Dwight Plan Perseveres Despite Lean Times

alanp.jpgThe community room” at the Dwight Elementary School might as well have been lined in silver.

It’s clear that we’re going to have a rough year or two, but those times in my experience are actually good times to plan ahead,” said Alan Plattus (pictured), the director of the Yale Urban Design Workshop who is helping to lead planned revival of the neighborhood. When the resources aren’t immediately available, people get even more creative… You have to think about how you’re going to spend the limited resources that you have.”

The comment, delivered during June’s Dwight Community Management Team meeting Tuesday night, was just one of several attempts during the discussion to find bright sides of otherwise-inopportune scenarios playing out in the neighborhood.

Such as the impending closure of the Dwight School.

I was like Ahh!’ in shock when I [saw the news], and then you start thinking about it, and you think maybe there is an opportunity here,” Plattus said.

calderdw.jpgDwight Alderwoman Gina Calder (pictured speaking with management team member Michael Shanklin) was similarly sanguine.

She promised residents that the very room at Dwight School in which the meeting was being held would, with proper fund-raising and lobbying, become the neighborhood’s long-awaited community center.

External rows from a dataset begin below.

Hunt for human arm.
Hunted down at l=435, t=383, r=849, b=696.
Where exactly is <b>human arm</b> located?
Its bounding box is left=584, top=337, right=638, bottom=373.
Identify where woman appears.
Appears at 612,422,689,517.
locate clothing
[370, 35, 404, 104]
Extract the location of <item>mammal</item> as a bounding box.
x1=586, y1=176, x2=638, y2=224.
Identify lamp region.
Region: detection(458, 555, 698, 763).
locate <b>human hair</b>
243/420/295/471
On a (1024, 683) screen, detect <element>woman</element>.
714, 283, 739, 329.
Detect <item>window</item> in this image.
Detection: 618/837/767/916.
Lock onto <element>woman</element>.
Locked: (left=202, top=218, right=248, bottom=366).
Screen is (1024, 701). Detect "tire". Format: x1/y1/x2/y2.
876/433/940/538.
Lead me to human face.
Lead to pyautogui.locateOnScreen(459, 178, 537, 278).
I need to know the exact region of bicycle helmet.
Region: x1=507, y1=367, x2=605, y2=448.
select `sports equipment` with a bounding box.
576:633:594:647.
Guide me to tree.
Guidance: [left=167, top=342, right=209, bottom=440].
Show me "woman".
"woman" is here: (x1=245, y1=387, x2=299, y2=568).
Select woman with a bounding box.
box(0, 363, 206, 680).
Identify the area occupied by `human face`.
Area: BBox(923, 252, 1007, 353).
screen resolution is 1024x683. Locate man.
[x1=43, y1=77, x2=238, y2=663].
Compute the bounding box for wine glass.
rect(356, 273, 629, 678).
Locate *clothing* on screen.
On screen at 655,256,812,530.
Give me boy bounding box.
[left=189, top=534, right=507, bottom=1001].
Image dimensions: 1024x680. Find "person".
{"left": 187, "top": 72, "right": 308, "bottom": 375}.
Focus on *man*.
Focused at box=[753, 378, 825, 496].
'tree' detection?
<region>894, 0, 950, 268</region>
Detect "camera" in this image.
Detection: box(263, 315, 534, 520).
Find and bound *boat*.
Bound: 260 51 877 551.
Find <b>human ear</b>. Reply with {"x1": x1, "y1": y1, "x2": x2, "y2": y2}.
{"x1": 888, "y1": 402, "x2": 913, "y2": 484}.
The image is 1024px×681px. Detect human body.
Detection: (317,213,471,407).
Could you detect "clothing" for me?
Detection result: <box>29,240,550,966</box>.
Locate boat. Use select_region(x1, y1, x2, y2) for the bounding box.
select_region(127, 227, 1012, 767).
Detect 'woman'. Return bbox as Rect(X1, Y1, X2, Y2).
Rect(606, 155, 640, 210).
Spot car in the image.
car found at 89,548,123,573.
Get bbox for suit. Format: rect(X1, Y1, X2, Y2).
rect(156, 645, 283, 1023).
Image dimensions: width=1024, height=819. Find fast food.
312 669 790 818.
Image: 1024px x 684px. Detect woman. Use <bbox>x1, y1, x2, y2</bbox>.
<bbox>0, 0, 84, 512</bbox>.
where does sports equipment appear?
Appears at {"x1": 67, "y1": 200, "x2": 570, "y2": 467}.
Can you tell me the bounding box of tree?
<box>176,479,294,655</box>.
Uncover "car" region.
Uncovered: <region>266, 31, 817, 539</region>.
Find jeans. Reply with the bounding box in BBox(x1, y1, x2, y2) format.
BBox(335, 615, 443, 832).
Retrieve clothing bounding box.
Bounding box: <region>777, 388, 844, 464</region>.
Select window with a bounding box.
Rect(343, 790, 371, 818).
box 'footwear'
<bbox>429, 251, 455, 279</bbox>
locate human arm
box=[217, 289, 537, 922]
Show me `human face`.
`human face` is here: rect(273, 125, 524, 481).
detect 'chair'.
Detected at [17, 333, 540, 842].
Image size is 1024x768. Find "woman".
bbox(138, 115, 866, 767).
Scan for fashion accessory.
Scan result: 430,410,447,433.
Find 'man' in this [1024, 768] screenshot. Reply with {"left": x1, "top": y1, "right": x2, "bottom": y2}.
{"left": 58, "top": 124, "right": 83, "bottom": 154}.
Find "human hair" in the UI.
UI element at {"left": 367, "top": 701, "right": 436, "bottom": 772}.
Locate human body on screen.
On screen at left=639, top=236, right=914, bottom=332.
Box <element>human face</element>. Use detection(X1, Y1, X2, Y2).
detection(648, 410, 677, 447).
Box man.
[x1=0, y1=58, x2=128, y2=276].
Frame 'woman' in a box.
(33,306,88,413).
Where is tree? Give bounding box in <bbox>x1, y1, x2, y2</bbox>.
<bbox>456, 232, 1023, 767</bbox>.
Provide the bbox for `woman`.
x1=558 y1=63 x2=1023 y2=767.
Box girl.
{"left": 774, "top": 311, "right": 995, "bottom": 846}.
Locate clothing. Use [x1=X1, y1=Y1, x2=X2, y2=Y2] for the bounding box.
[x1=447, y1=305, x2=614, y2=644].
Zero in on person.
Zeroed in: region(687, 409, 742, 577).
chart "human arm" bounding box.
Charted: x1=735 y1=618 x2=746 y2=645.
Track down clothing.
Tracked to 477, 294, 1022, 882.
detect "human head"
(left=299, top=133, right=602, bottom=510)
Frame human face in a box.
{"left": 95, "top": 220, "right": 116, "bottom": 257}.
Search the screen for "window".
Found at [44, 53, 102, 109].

As far as I’m concerned, they will not have this room,” Calder said, referring to the New Haven Public Schools, specifically the students of Vincent E. Mauro Elementary School who will occupy most of the building as a swing space for two years. As far as I know, there have not yet been any conversations about us losing this space.”

The latest draft of the Dwight Neighborhood Plan — presented to residents in a 38-page packet complete with photographs and sketches — says in its introduction that it points toward a better Dwight, and hopes to spark the political and economic imagination needed to shape a path toward real action.”

(Click here for a previous story on the plan.)

The central concept is Great Neighborhood Streets,” each of which has developed a unique character” that should be embraced. Chapel Street is the Arts and Business Corridor, Edgewood Avenue is the Educational Corridor, Whaley Avenue is the Commercial Corridor and Route 34 is the Mixed Use Corridor.

It is on the Edgewood Avenue Corridor, Plattus emphasized, that Dwight could find new possibilities. And so in light of news that the Dwight School would close, the team reconceived of the street in an attempt to better utilize the multi-purpose rooms and uninhabited fields behind the school.

The neighborhood revival should strive, according to the document, toward a thoughtful redesign and re-use of the Dwight Elementary School and campus [that] reflect[s] the needs and interests of the whole neighborhood.”

The street, it proposes, would contain a greater connection” to Edgewood and West Rock Parks, a neighborhood gateway, a bike path (and rental kiosk) and a roundabout designed to calm” traffic, among other features. The Dwight School would contain a community center as well as community gardens.

The re-use of the Dwight School campus in the coming years is an opportunity to create a community-oriented campus that provides open space, improves the safety of the children, positively influences traffic and parking, and enhances the visual character of the neighborhood.”

Management Team Chairperson Florita Gillespie half-joked as the meeting drew to a close — and after Plattus received enthusiastic applause for his presentation — when she insisted in emphatic terms that Dwight would see success thanks to her team’s foresight.

Unlike the other management teams, we plan ahead,” she said. We cannot depend on anyone to give us anything.”

More Bikes Than Cars?

In his customary monthly debriefing, Lt. Ray Hassett resurrected his pet project — bicycle-traffic laws.

It’s time for a big push,” he said, and then the enforcement push goes after that.” With gas prices swelling, Hassett said a flood of adults would drop their cars for bicycles soon, but with a catch: In many cases, Hassett said, Last time they road a bike, they believed in Santa Claus.” As a result, he predicted, the roads may become particularly unruly this summer, filled with riders unaware of basic laws.

For Hassett, important rules include not riding on sidewalks, obeying traditional traffic laws — stopping at stop signs, signaling turns, riding with the traffic on one-way streets — and, for children, wearing helmets.

abihassen.jpgOne city resident, Abi Hassen (pictured), 30, a member of Elm City Cycling and an employee of the Center for a New Economy, raised his hand and offered an additional, albeit long-term, solution. Pressure the city, he urged the officer, to create bike lanes. Hassett nodded. Certainly,” he said.

The police voice is a powerful voice in the city,” Hassen said later, explaining that from his experience living in Brooklyn, he knows that if he city as a whole wants there to be bike lanes — if the political will is there — they could be made fairly quickly.”

Bicycles were not just on the mind of the neighborhood beat cop and local riders.

Plattus, in outlining the updated plans for Dwight, said he believes that the city is at a point now where we have the worst of both worlds: the cars are still badly behaved and the bicycles don’t know what they’re doing.”

Plus, who knows: Soon, he said, the Elm City might outgrow automobiles altogether, a possibility factored into the grand design.

The younger among us,” Plattus said, might live to see the day when there are more bikes than cars in New Haven.”